Impressions of Paris, Ontario
Aug. 15th, 2006 04:12 pmIt's strikingly pretty, the store fronts typical of any small Southwestern Ontario town, but the surrounding forested hillsides atypical. Nestled at the confluence of the Grand and Nith rivers, Paris is reputedly a good place to search for antiques. I've passed through many times en route to Simcoe, where my father's parents are buried and I spent a summer surveying Carolinian woodlands, but never had occasion to stop until yesterday afternoon. No money in my pockets to shop for anything except images.
After photographing the shops backing off Grand River Street (
doorwindowwall), and the surface of the water (
texture), I followed a middle-aged woman down a reclining sidestreet. It was a warm Monday afternoon, the wind promising rain. People had left front doors standing open.

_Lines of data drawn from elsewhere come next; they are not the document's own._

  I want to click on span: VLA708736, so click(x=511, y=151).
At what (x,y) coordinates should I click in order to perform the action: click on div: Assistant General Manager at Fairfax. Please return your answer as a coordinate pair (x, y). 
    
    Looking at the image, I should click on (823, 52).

The voice of an old man gave lessons to someone playing an out-of-tune piano. It was something that could have happened a century ago. Brick and clapboard houses with overflowing flower beds enhanced the mood, transporting me back. Through another screen tinkled the sound of a woman washing dishes by hand. In a garden behind the same house, a teenage girl in overalls sprawled reading on a bench among Rudbeckias and roses. Orange mountain-ash berries littered the sidewalk. The street wound upwards again, to a rusty steel footbridge spanning the Nith River. In a riverside park, two women faced one another across a picnic table. Downstream, in shade where large maples extended branches over the current, four adolescent boys sat talking.

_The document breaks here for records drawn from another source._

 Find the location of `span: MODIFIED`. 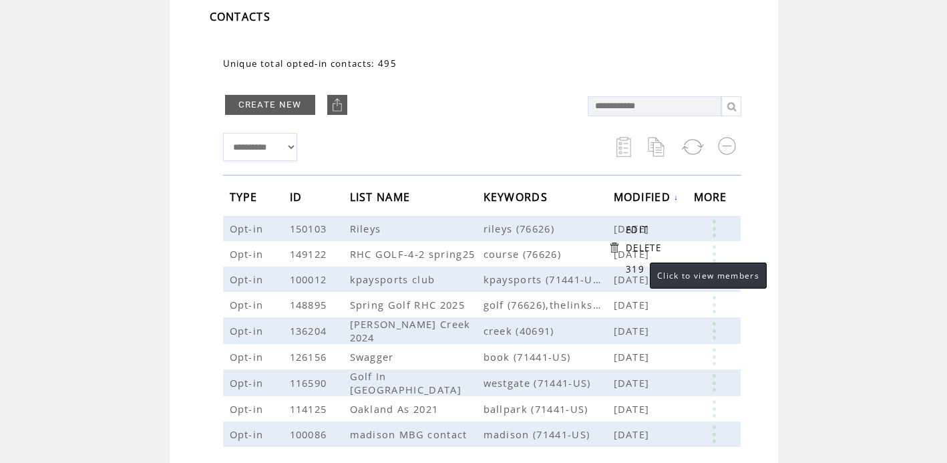

span: MODIFIED is located at coordinates (643, 198).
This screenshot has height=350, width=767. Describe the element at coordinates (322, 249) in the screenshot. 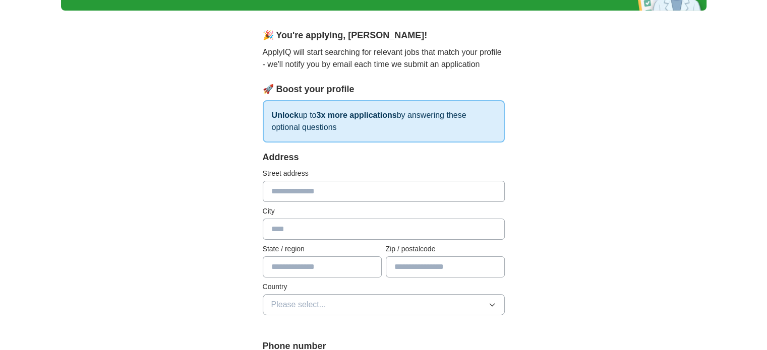

I see `label: State / region` at that location.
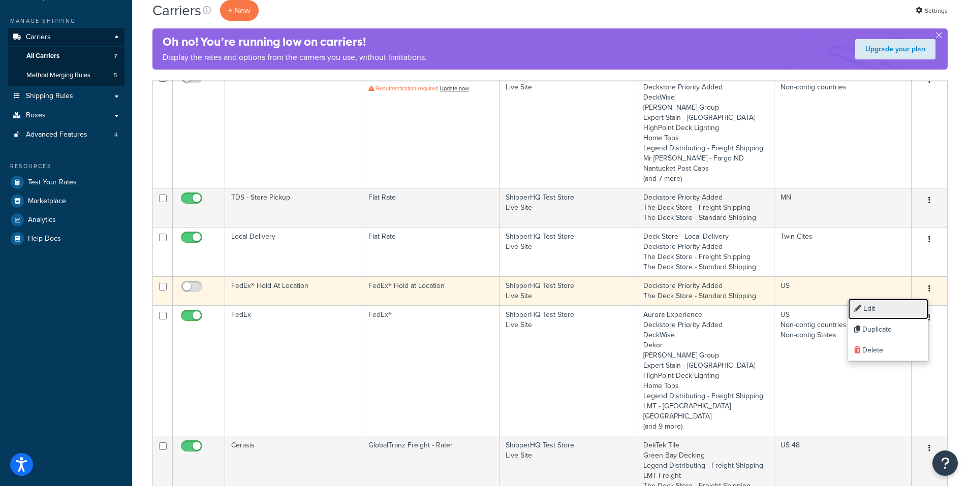 This screenshot has height=486, width=968. I want to click on p: Display the rates and options from the carriers you use, without limitations., so click(295, 57).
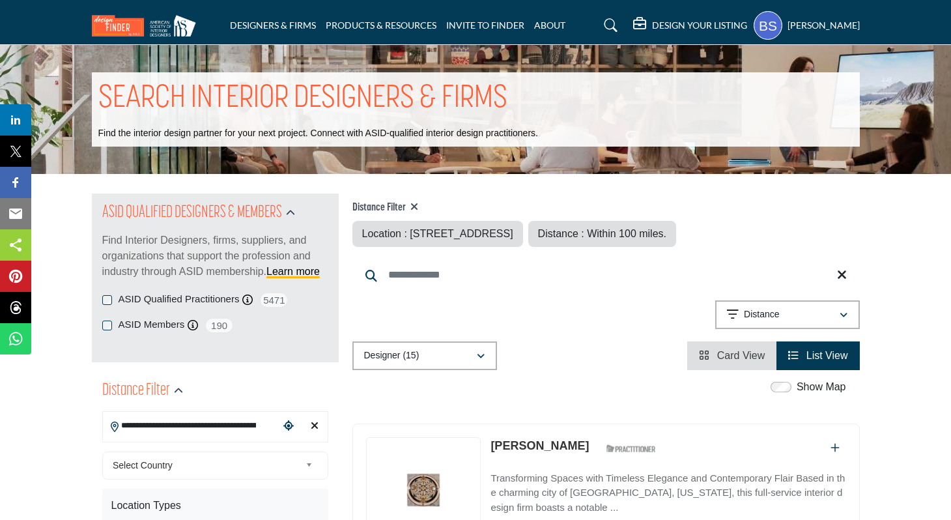 The image size is (951, 520). What do you see at coordinates (425, 356) in the screenshot?
I see `button: Designer (15)` at bounding box center [425, 356].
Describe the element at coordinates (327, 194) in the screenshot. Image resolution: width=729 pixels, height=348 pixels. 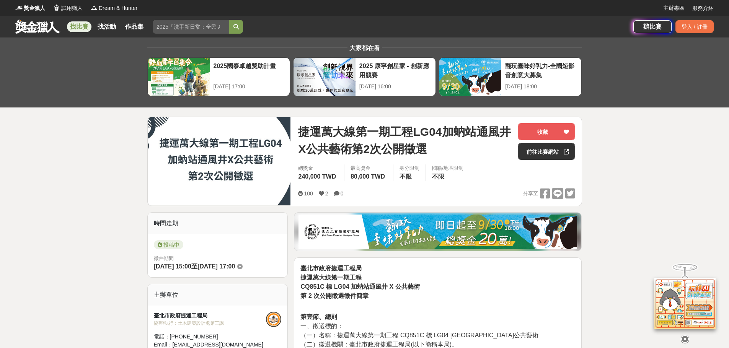
I see `span: 2` at that location.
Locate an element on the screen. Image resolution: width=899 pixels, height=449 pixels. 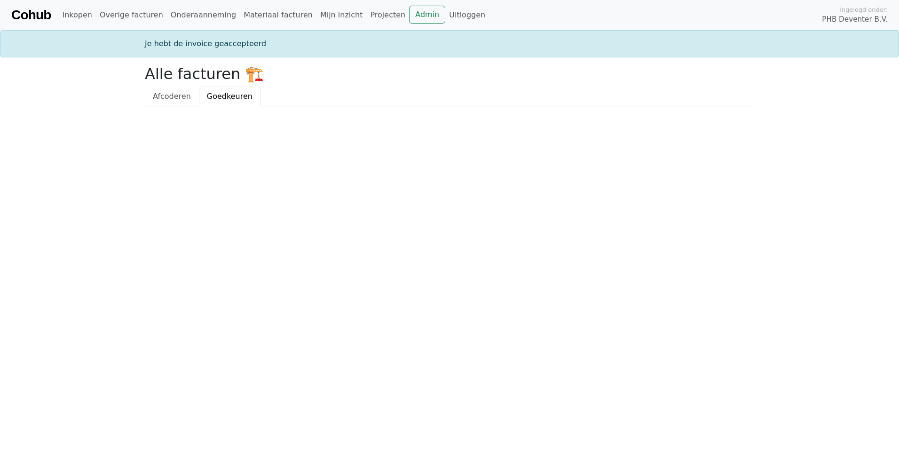
span: Ingelogd onder: is located at coordinates (864, 9).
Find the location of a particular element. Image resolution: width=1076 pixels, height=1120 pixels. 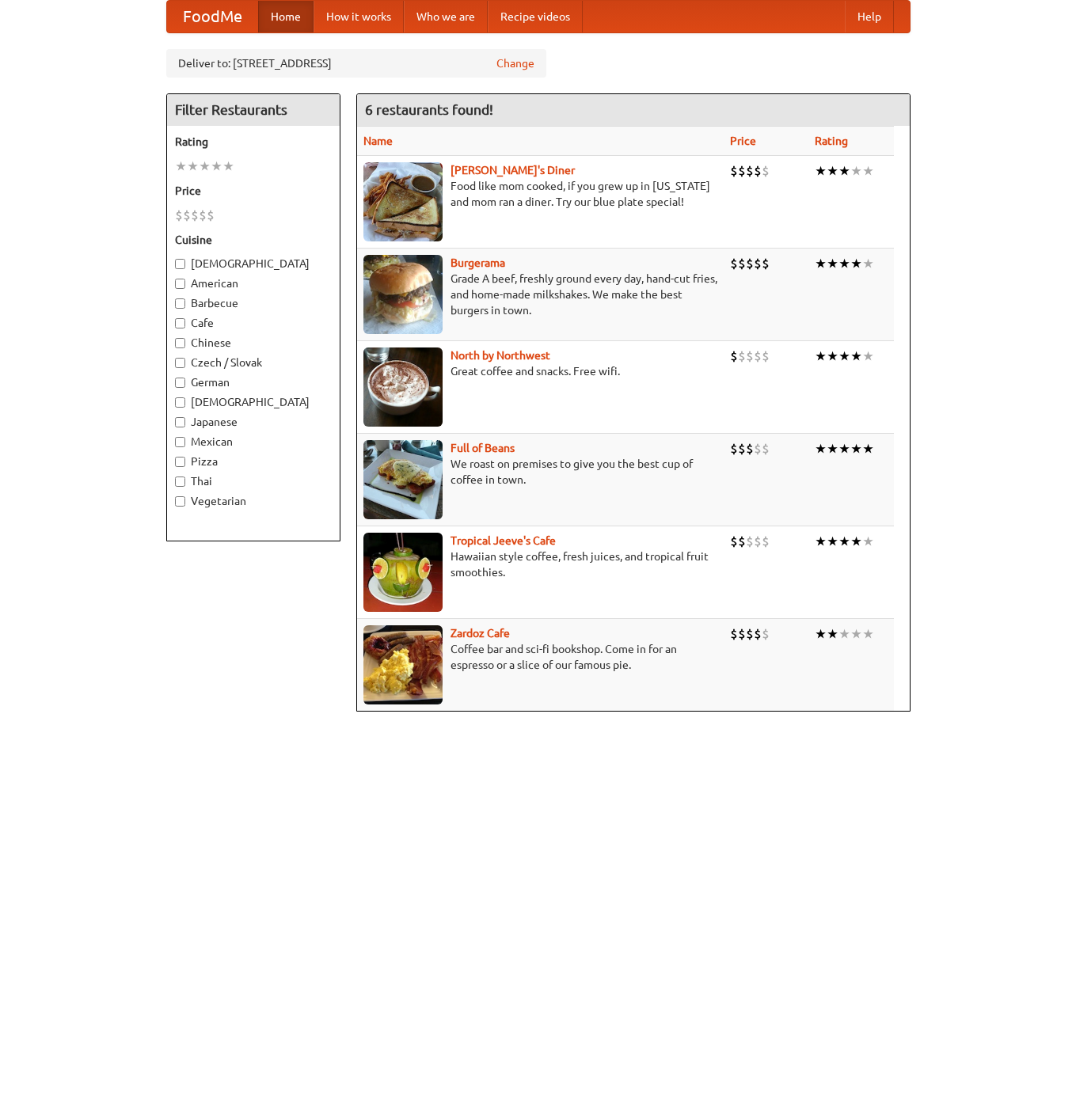

img: north.jpg is located at coordinates (403, 387).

Back toward downtown, a faded house backed onto the street. Beyond two windows in separate front rooms, an elderly couple sat at separate keyboards, computer light reflected in their glasses, drawing me back to the present. On a bench in front of a variety store, a man with unkept grey hair sat severely bent, eyes a few inches above his knees, peering as he painstakingly scratched a lottery card.